I wouldn’t put Duro in that category.  He’s an honorable man, who fled the village’s meanness and mendacity years ago after a brief love affair with a girl he obviously loved.  But she was under age and others could not tolerate what had happened after matters of ethnicity and religion entered the fray.  But by the worst part of the civil war, Duro has returned to Gost, doing his best to defend the village, though that meant his own share of hiredmankilling.  Observing his father and his sister being shot—his father dying immediately  and his sister shaking for several hours before her end—he puts what has happened into the past the only way he knows in order that he can survive: “Daniela took five hours to go, her whole body shook in one death rattle.  The expression on her face was as if she had done something wrong, like an animal caught in a trap, crying without making any sound.  I could tell you I think about all of that, but I don’t.  I think about the sun and the dawn which is almost over.” But then, he too, kills, wondering why he has waited so long.

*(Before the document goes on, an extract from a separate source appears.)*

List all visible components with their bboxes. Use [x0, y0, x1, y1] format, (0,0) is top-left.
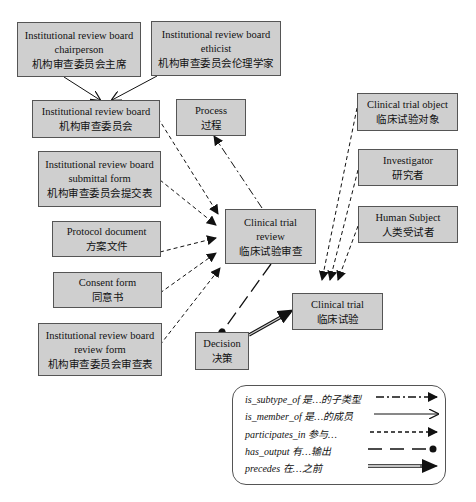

You would think that Duro might leave Gost a second time, get away from the environment where so many things went wrong for him.  But—and here is where the story gets complex—he stays, mostly as a living reminder to those who did truly vile things during the massacres, in order to keep them worrying that some day their crimes will be exposed.  That almost happens because one summer (and this is how the novel begins) an English woman and her two teenage children arrive in Gost.  They’ve bought “the blue house,” near his own, and intend to renovate it.  As it happens, he’s got the skills that are necessary to make the repairs and Laura, the woman, hires him on the spot.  Besides, with so little work around, Duro needs the job.

Over a period of slightly more than a month as he makes the renovations for the woman, he begins telling us about things that happened to him in the past and that means, of course, what happened in Gost.  “Our story doesn’t show us in a very good light,” pops out fairly early during his remarks.  As the renovations take place, someone in the community starts undermining his work, damaging things that have already been fixed up.  These acts are obviously unsettling for Laura and her children, but Duro doesn’t want them to be frightened, although maybe they should be.  Moreover, the details of his relationship with Anka are revealed, and it’s obvious that Duro has never been able to forget about their love.

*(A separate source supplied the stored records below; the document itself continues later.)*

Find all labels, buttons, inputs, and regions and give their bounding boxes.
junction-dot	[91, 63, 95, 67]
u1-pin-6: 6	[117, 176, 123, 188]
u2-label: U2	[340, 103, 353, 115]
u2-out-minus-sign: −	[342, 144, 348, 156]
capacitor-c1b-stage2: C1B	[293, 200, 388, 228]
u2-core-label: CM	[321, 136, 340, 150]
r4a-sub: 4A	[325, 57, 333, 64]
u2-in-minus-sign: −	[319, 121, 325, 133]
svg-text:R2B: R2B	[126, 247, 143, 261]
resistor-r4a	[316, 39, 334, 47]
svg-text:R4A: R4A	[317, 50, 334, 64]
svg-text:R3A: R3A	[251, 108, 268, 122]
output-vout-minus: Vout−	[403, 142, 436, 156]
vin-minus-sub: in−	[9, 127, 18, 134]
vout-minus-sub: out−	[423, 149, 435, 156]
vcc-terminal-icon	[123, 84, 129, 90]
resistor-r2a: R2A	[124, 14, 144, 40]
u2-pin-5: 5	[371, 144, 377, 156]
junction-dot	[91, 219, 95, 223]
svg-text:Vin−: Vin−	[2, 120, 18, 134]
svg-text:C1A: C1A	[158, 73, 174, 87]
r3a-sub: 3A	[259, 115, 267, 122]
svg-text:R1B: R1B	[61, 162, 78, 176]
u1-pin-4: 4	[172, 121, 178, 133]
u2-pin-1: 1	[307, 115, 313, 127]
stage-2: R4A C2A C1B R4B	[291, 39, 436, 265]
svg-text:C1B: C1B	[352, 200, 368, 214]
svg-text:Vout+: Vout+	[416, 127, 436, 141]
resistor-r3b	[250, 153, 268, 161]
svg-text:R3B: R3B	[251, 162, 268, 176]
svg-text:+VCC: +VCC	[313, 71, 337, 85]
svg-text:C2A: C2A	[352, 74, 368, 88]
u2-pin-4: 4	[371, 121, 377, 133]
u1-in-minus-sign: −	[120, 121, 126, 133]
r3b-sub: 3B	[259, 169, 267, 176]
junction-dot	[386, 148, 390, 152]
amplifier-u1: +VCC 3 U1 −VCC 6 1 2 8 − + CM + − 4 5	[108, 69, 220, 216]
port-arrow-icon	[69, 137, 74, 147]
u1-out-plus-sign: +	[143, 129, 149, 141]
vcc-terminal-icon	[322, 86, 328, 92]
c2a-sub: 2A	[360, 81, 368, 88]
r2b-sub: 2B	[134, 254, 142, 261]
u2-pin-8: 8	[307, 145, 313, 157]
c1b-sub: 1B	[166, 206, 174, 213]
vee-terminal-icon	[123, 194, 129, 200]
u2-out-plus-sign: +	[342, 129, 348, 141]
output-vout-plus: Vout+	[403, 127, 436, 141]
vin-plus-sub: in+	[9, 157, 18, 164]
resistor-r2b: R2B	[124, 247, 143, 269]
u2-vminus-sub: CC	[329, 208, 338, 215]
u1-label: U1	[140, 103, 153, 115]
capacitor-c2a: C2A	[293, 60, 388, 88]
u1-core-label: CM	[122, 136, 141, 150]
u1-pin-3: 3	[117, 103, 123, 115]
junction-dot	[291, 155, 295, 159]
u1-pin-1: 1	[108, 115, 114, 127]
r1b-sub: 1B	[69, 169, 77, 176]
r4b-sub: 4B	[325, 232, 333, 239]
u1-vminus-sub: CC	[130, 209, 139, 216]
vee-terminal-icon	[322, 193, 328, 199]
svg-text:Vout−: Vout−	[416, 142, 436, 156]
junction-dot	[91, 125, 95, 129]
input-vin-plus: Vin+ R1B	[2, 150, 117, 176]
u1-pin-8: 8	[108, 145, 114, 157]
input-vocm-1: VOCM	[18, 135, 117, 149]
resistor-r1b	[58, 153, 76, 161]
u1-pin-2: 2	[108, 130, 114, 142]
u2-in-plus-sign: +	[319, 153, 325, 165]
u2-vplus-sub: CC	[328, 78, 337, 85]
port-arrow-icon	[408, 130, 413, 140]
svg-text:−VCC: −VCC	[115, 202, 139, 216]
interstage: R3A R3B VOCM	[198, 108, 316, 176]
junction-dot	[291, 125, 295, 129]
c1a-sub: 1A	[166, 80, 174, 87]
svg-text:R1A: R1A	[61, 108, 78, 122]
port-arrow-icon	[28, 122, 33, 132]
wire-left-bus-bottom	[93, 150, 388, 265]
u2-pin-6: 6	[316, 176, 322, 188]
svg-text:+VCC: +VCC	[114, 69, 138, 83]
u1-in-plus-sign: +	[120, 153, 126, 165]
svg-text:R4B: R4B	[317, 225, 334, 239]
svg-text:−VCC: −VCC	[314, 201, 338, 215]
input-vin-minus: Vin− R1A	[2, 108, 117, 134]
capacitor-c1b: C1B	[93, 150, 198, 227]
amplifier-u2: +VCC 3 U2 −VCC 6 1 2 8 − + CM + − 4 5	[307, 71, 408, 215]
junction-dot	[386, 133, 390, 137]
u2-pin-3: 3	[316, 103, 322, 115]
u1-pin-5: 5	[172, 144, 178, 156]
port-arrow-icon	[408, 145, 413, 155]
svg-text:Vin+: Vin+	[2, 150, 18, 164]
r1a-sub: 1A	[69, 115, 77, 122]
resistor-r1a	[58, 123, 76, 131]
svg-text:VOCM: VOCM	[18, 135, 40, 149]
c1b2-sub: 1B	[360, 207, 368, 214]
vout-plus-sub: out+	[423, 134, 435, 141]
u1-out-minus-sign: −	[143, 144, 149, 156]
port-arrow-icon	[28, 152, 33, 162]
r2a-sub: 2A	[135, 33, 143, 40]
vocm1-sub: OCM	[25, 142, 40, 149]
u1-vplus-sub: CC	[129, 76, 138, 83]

In a final crescendo close to the time when Laura and her children are set to return to England, the worst of those details are revealed, some of them described by Duro to Grace, Laura’s daughter, because she’s the realist of the three of them, perhaps most likely to understand. As readers we begin to understand more fully the ethnic strife that he had previously only spoken to himself—a reiteration of the first quotation above: “Yes, we are petty thieves, smugglers, black-marketeers, we are makers of moonshine and tax dodgers, we fiddle the books of our businesses and peddle porn, and when our neighbors’ houses are empty we steal from them.  One thing we are not is killers.” So it’s also  catharsis for Duro, because he’s held those details too close for sixteen years, lied to himself.

If The Hired Hand lacks some of the emotional power of The Memory of Love, this is only because of the distance of the material.  The earlier novel gave the impression of being pulled from Forna’s gut; the most recent one, though thoroughly researched, often seems distanced in its plotting (its revelation of information) holding facts back a little too long before revealing the horror.  Still, Forna has walked the walk, lived close to the darkness she reveals–darkness in situations that call for truth rather than another layer of dust and disguise.